Uncovering Islam's formative impact on U.S. literary origins, this book traces the influence of Arabic and Persian literature in America, from the Revolution beginnings to Reconstruction. Focusing on informal engagements and intimate exchanges, Jeffrey Einboden excavates fresh witnesses to early American engagement with the Muslim world.
In his quest for the historical Muhammad, Zeitlin's chief aim is to catch glimpses of the birth of Islam and the role played by its extraordinary founder. Islam, as its Prophet came to conceive it, was a strict and absolute monotheism. How Muhammad had arrived at this view is not a problem for Muslims, who believe that the Prophet received a revelation from Allah or God, mediated by the Angel Gabriel. For scholars, however, interested in placing Muhammad in the historical context of the seventh-century Arabian Peninsula, the source of the Prophets inspiration is a significant question. It is apparent that the two earlier monotheisms, Judaism and Christianity, constituted an influential presence in the Hijaz, the region comprising Mecca and Medina. Indeed, Jewish communities were salient here, especially in Medina and other not-too-distant oases. Moreover, in addition to the presence of Jews and Christians, there existed a third category of individuals, the Hanifs, who, dissatisfied with their polytheistic beliefs, had developed monotheistic ideas. Zeitlin assesses the extent to which these various influences shaped the emergence of Islam and the development of the Prophets beliefs. He also seeks to understand how the process set in motion by Muhammad led, not long after his death, to the establishment of a world empire.
A man who sleeps for twenty years in the Catskill Mountains wakes to a much-changed world.
A monograph that discusses the impact of Washington Irving's presence in Spain and the effect of his writings on Spanish topics by Spain's critics and general readership. It locates Irving's literary and historical researches in the chaotic post-Napoleonic Spain of Ferdinand V11 and discusses the earliest Iberian reaction to Irving's books.

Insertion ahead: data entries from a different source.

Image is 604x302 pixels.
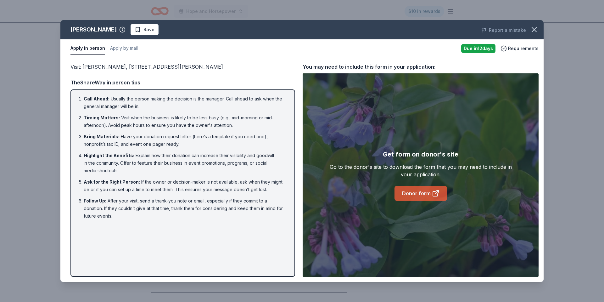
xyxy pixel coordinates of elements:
[302,63,538,71] div: You may need to include this form in your application:
[326,163,515,178] div: Go to the donor's site to download the form that you may need to include in your application.
[84,114,286,129] li: Visit when the business is likely to be less busy (e.g., mid-morning or mid-afternoon). Avoid pea...
[461,44,495,53] div: Due in 12 days
[84,178,286,193] li: If the owner or decision-maker is not available, ask when they might be or if you can set up a ti...
[110,42,138,55] button: Apply by mail
[70,78,295,86] div: TheShareWay in person tips
[84,198,106,203] span: Follow Up :
[84,153,134,158] span: Highlight the Benefits :
[394,186,447,201] a: Donor form
[500,45,538,52] button: Requirements
[82,64,223,70] span: [PERSON_NAME], [STREET_ADDRESS][PERSON_NAME]
[84,197,286,219] li: After your visit, send a thank-you note or email, especially if they commit to a donation. If the...
[84,152,286,174] li: Explain how their donation can increase their visibility and goodwill in the community. Offer to ...
[84,134,119,139] span: Bring Materials :
[84,95,286,110] li: Usually the person making the decision is the manager. Call ahead to ask when the general manager...
[481,26,526,34] button: Report a mistake
[70,42,105,55] button: Apply in person
[143,26,154,33] span: Save
[84,179,140,184] span: Ask for the Right Person :
[383,149,458,159] div: Get form on donor's site
[70,25,117,35] div: [PERSON_NAME]
[130,24,158,35] button: Save
[84,133,286,148] li: Have your donation request letter (here’s a template if you need one), nonprofit’s tax ID, and ev...
[84,96,109,101] span: Call Ahead :
[84,115,120,120] span: Timing Matters :
[508,45,538,52] span: Requirements
[70,63,295,71] div: Visit :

This pamphlet is the 2007 Irving Kristol Lecture, delivered at the annual dinner of the American Enterprise Institute for Public Policy Research in Washington, D.C., on March 7, 2007. The 2007 Kristol Award was presented to Bernard Lewis, the Cleveland E. Dodge Professor of Near Eastern Studies Emeritus at Princeton University, and long the free world's preeminent student and interpreter of Islam, the Ottoman Empire, and the modern Middle East. The Irving Kristol Award, named for the eminent author and intellectual and longtime AEI senior fellow, is the Institute's highest honor, bestowed annually by its Council of Academic Advisers.